ON APPEAL FROM THE HIGH COURT

QUEENS BENCH DIVISION

(HIS HONOUR JUDGE RICHARD SEYMOUR QC

Sitting as a High Court Judge)

Royal Courts of Justice

Strand

London, WC2

Wednesday, 9th April 2003

B E F O R E:

LORD JUSTICE THORPE

LORD JUSTICE SEDLEY

and

LORD JUSTICE MANCE

EDGAR JOHN COPPARD

Appellant

-v-

HM CUSTOMS & EXCISE

Respondent

(Computer-Aided Transcript of the Stenograph Notes of

Smith Bernal Wordwave Limited

190 Fleet Street, London EC4A 2AG

Tel No: 020 7404 1400 Fax No: 020 7831 8838

(Official Shorthand Writers to the Court)

MR D MACPHERSON (instructed by Messrs Johnson Sillett Bloom of London WC2A 1JE) appeared on behalf of the Appellant

MR M PATCHETT-JOYCE (instructed by Customs & Excise Legal Services of London SE1 9PJ) appeared on behalf of the Respondent

MR P SALES (instructed by Treasury Solicitors of London) appeared for the Lord Chancellor's Department

J U D G M E N T

(As Approved by the Court)

Crown copyright©

Wednesday, 9th April 2003

1. LORD JUSTICE SEDLEY: For the reasons given in writing, this appeal will be dismissed. There remain two issues: appeal to the House of Lords; and costs.

2. The parties have sensibly put their submissions on the first of these in writing and are content that our decision should be given without further oral argument. Mance LJ, however, is now on leave. It is right that the decision on leave to appeal should be a decision of the whole court. We therefore propose to give it when the three of us have considered the arguments.

3. As to costs, a draft order agreed by all three parties is before the court. It provides, among others things, that the appellant pay the respondent's (that is the Commissioners of Customs & Excise's) costs of the appeal, but that the order be not enforced except by way of set-off against the damages claim -- that is, presumably, if a new trial is ultimately secured and produces a new award of damages -- or pursuant to an application by the Commissioners under section 11 of the Access to Justice Act 1999.

4. The reason for the last provision, as I understand it, is that it has only recently been ascertained that the appellant's public funding was restored close to the hearing date of this appeal. The Commissioners want, as I understand it, to be able to go against the appellant or the fund or both, depending on what the ambit of protection conferred by the certificate turns out to be. To this end, the draft order further proposes that there be permission to apply to a Queens Bench Master "as to the wording of paragraph 5". That is the paragraph making the provision to which I have referred.

5. I do not propose at present to make an order in this form. It has reached the court -- and I mean no criticism by this -- too late for all three members to form a view upon it, but at least two of us are not happy that an order which may result in Mr Coppard's paying any of the costs of an appeal resulting entirely from an error within the Department which, as intervener, has carried the principal weight of the successful argument. By parity of reasoning, we are no happier at the Legal Services Fund having to foot the Commissioners' bill.

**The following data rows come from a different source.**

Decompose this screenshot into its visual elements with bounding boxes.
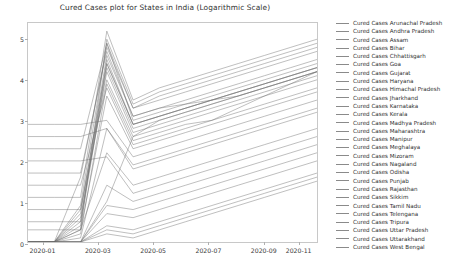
legend-item[interactable]: Cured Cases Uttarakhand bbox=[336, 235, 457, 243]
legend-line-icon bbox=[336, 147, 349, 148]
chart-figure: Cured Cases plot for States in India (Lo… bbox=[0, 0, 457, 268]
legend-line-icon bbox=[336, 131, 349, 132]
y-axis-tick-label: 0 bbox=[20, 241, 24, 248]
legend-line-icon bbox=[336, 189, 349, 190]
legend-item[interactable]: Cured Cases Kerala bbox=[336, 110, 457, 118]
legend-item[interactable]: Cured Cases Maharashtra bbox=[336, 127, 457, 135]
legend-line-icon bbox=[336, 155, 349, 156]
legend-item[interactable]: Cured Cases Arunachal Pradesh bbox=[336, 19, 457, 27]
x-axis-tick-label: 2020-07 bbox=[195, 247, 221, 254]
legend-item-label: Cured Cases Uttarakhand bbox=[353, 235, 425, 243]
legend-item-label: Cured Cases Kerala bbox=[353, 110, 407, 118]
y-axis-tick-mark bbox=[25, 80, 28, 81]
legend-line-icon bbox=[336, 122, 349, 123]
legend-item[interactable]: Cured Cases Haryana bbox=[336, 77, 457, 85]
y-axis-tick-mark bbox=[25, 203, 28, 204]
legend-item-label: Cured Cases Rajasthan bbox=[353, 185, 418, 193]
legend-line-icon bbox=[336, 72, 349, 73]
legend-item-label: Cured Cases Telengana bbox=[353, 210, 418, 218]
legend-item-label: Cured Cases Uttar Pradesh bbox=[353, 226, 428, 234]
legend-item[interactable]: Cured Cases Karnataka bbox=[336, 102, 457, 110]
legend-item[interactable]: Cured Cases Himachal Pradesh bbox=[336, 85, 457, 93]
legend-item[interactable]: Cured Cases Tamil Nadu bbox=[336, 202, 457, 210]
legend-line-icon bbox=[336, 180, 349, 181]
legend-item-label: Cured Cases Maharashtra bbox=[353, 127, 425, 135]
series-line bbox=[28, 92, 317, 242]
legend-item-label: Cured Cases Meghalaya bbox=[353, 143, 420, 151]
legend-item-label: Cured Cases Jharkhand bbox=[353, 94, 418, 102]
legend-item-label: Cured Cases Nagaland bbox=[353, 160, 416, 168]
series-line bbox=[28, 112, 317, 242]
series-line bbox=[28, 137, 317, 194]
legend-item[interactable]: Cured Cases Assam bbox=[336, 36, 457, 44]
series-line bbox=[28, 39, 317, 230]
series-lines bbox=[28, 23, 317, 242]
legend-item-label: Cured Cases Odisha bbox=[353, 168, 409, 176]
legend-item-label: Cured Cases Tripura bbox=[353, 218, 409, 226]
legend-item[interactable]: Cured Cases Rajasthan bbox=[336, 185, 457, 193]
legend-item[interactable]: Cured Cases Goa bbox=[336, 60, 457, 68]
x-axis-tick-mark bbox=[43, 242, 44, 245]
legend-item-label: Cured Cases Manipur bbox=[353, 135, 413, 143]
legend-item[interactable]: Cured Cases Nagaland bbox=[336, 160, 457, 168]
legend-item[interactable]: Cured Cases Bihar bbox=[336, 44, 457, 52]
legend-item-label: Cured Cases Andhra Pradesh bbox=[353, 27, 434, 35]
series-line bbox=[28, 31, 317, 197]
legend-item[interactable]: Cured Cases Mizoram bbox=[336, 152, 457, 160]
legend-item[interactable]: Cured Cases Jharkhand bbox=[336, 94, 457, 102]
legend-line-icon bbox=[336, 222, 349, 223]
x-axis-tick-label: 2020-01 bbox=[30, 247, 56, 254]
legend-line-icon bbox=[336, 197, 349, 198]
legend-line-icon bbox=[336, 164, 349, 165]
legend-item[interactable]: Cured Cases Gujarat bbox=[336, 69, 457, 77]
legend-item[interactable]: Cured Cases Andhra Pradesh bbox=[336, 27, 457, 35]
legend-item-label: Cured Cases Goa bbox=[353, 60, 401, 68]
legend-item[interactable]: Cured Cases Telengana bbox=[336, 210, 457, 218]
legend-item[interactable]: Cured Cases Uttar Pradesh bbox=[336, 226, 457, 234]
legend-item[interactable]: Cured Cases Madhya Pradesh bbox=[336, 119, 457, 127]
legend-line-icon bbox=[336, 97, 349, 98]
legend-item[interactable]: Cured Cases Chhattisgarh bbox=[336, 52, 457, 60]
legend-item-label: Cured Cases Haryana bbox=[353, 77, 413, 85]
legend-item[interactable]: Cured Cases Odisha bbox=[336, 168, 457, 176]
legend-item-label: Cured Cases Arunachal Pradesh bbox=[353, 19, 442, 27]
y-axis-tick-mark bbox=[25, 39, 28, 40]
legend-line-icon bbox=[336, 106, 349, 107]
legend-line-icon bbox=[336, 213, 349, 214]
legend-item[interactable]: Cured Cases Punjab bbox=[336, 177, 457, 185]
legend-item[interactable]: Cured Cases Meghalaya bbox=[336, 143, 457, 151]
chart-title: Cured Cases plot for States in India (Lo… bbox=[0, 3, 330, 12]
legend-item-label: Cured Cases Karnataka bbox=[353, 102, 418, 110]
x-axis-tick-label: 2020-05 bbox=[140, 247, 166, 254]
legend-item-label: Cured Cases Sikkim bbox=[353, 193, 408, 201]
legend-line-icon bbox=[336, 48, 349, 49]
legend-item-label: Cured Cases Mizoram bbox=[353, 152, 414, 160]
legend-line-icon bbox=[336, 205, 349, 206]
legend-line-icon bbox=[336, 81, 349, 82]
legend-line-icon bbox=[336, 39, 349, 40]
y-axis-tick-label: 3 bbox=[20, 118, 24, 125]
legend-item-label: Cured Cases Himachal Pradesh bbox=[353, 85, 440, 93]
legend-line-icon bbox=[336, 31, 349, 32]
legend-line-icon bbox=[336, 56, 349, 57]
legend-item-label: Cured Cases West Bengal bbox=[353, 243, 425, 251]
legend-line-icon bbox=[336, 247, 349, 248]
legend-item[interactable]: Cured Cases Tripura bbox=[336, 218, 457, 226]
legend-item-label: Cured Cases Gujarat bbox=[353, 69, 411, 77]
plot-area: 0123452020-012020-032020-052020-072020-0… bbox=[27, 22, 318, 243]
series-line bbox=[28, 145, 317, 242]
y-axis-tick-mark bbox=[25, 244, 28, 245]
x-axis-tick-mark bbox=[299, 242, 300, 245]
chart-legend: Cured Cases Arunachal PradeshCured Cases… bbox=[336, 19, 457, 251]
x-axis-tick-label: 2020-09 bbox=[251, 247, 277, 254]
y-axis-tick-mark bbox=[25, 121, 28, 122]
legend-item-label: Cured Cases Punjab bbox=[353, 177, 409, 185]
legend-item[interactable]: Cured Cases West Bengal bbox=[336, 243, 457, 251]
legend-item[interactable]: Cured Cases Sikkim bbox=[336, 193, 457, 201]
legend-line-icon bbox=[336, 114, 349, 115]
legend-item[interactable]: Cured Cases Manipur bbox=[336, 135, 457, 143]
x-axis-tick-mark bbox=[264, 242, 265, 245]
y-axis-tick-label: 2 bbox=[20, 159, 24, 166]
y-axis-tick-label: 5 bbox=[20, 36, 24, 43]
legend-line-icon bbox=[336, 139, 349, 140]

6. For the present, therefore, and in the absence of the parties, I will make the order in the agreed form sought in the first three paragraphs. I will adjourn provision for costs and for appeal to the House of Lords to await, first, the elucidation of the contingent liabilities of the appellant or the Fund and, second, the Commissioners' consideration of whether they should press for an order.

7. We will give our decision on leave to appeal as soon as possible in the new term and our decision on costs as soon as we have the parties' responses to the foregoing. If an oral hearing is needed on the latter, it will have to be arranged, but it, too, may be able to be dealt with by written submission.